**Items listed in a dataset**
------------------------------------------------------------
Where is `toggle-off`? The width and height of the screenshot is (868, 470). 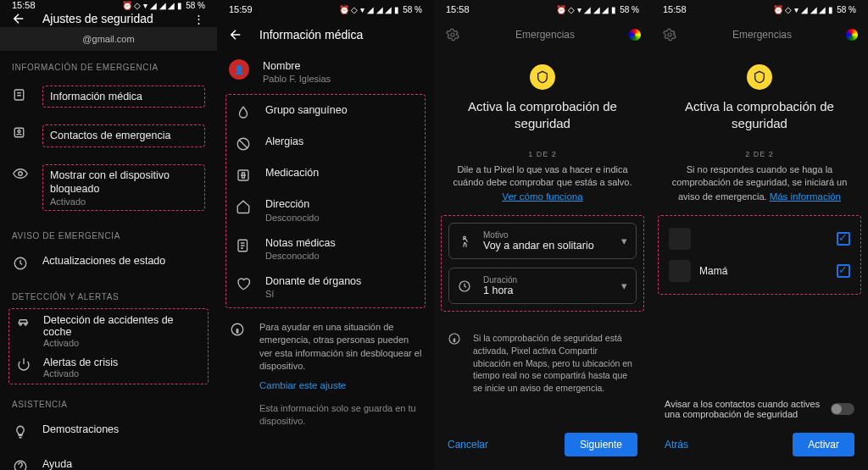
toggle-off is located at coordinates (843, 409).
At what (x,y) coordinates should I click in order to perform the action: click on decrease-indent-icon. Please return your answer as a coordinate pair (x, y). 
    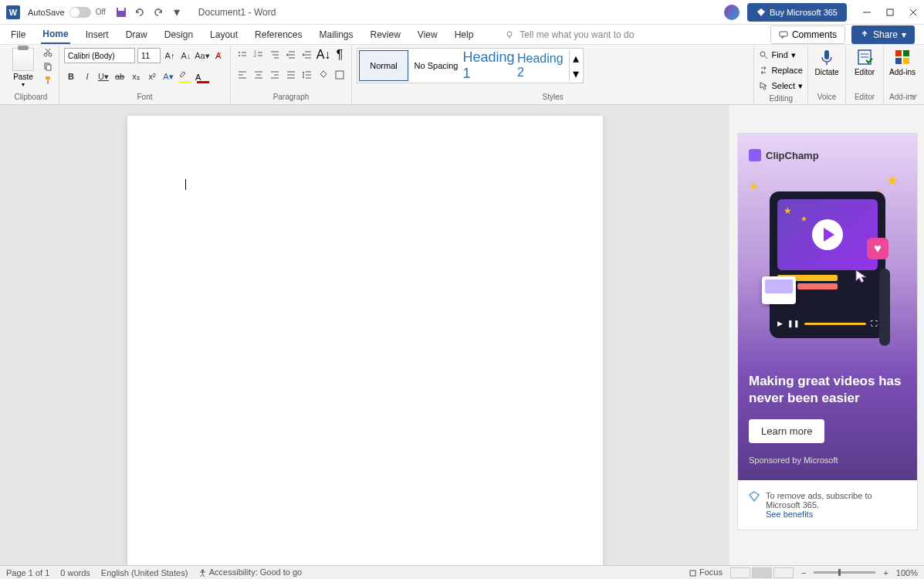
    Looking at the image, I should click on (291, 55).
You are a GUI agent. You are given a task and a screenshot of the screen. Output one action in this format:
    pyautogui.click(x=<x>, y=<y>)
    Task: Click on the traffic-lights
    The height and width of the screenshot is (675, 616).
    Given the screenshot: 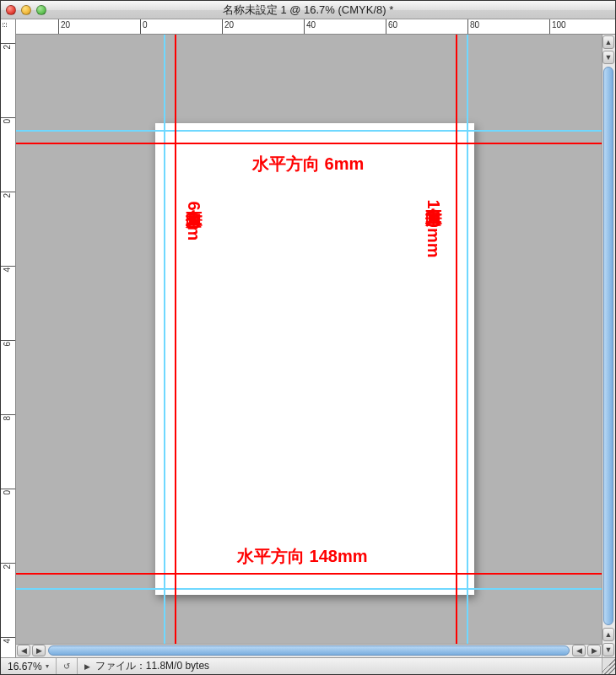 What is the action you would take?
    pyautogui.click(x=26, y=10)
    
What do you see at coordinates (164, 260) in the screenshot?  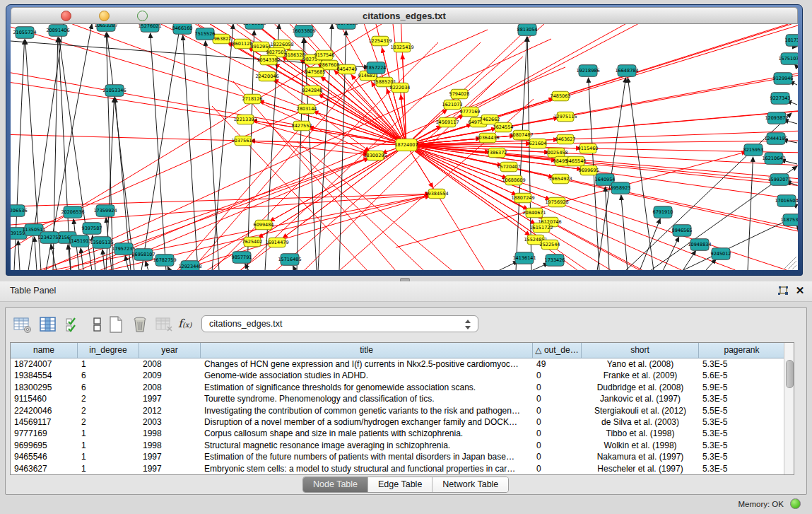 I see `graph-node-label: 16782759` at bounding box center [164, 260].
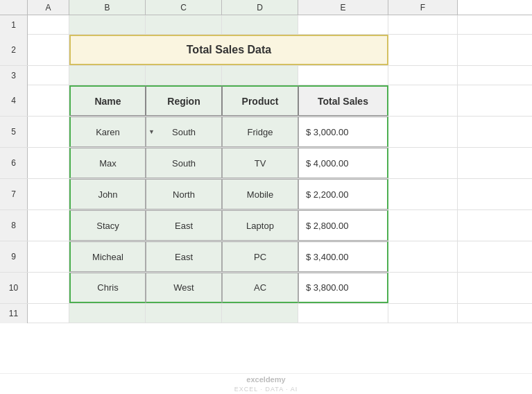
------------------------------------------------------------
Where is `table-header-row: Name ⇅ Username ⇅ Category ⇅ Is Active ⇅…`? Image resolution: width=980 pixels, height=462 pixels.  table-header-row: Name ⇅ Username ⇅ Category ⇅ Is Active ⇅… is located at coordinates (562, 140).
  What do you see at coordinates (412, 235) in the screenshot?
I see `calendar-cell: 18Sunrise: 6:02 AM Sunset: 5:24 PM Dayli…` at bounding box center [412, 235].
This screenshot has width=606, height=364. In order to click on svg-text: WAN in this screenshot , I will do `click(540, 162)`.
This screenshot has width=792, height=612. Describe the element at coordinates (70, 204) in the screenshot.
------------------------------------------------------------
**WORK INSTRUCTIONS**
Extract the part of the records that opens with the line containing "is (868, 470)." and closes with the line containing "Task: Click on the traffic-lights". Take only those lines, exactly, and no pictures.

**ANSWER BOX**
Where is `toggle-off`? The width and height of the screenshot is (868, 470). 
toggle-off is located at coordinates (843, 409).
At what (x,y) coordinates should I click in order to perform the action: click on decrease-indent-icon. Please return your answer as a coordinate pair (x, y). 
    Looking at the image, I should click on (291, 55).
You are a GUI agent. You are given a task and a screenshot of the screen. Output one action in this format:
    pyautogui.click(x=<x>, y=<y>)
    Task: Click on the traffic-lights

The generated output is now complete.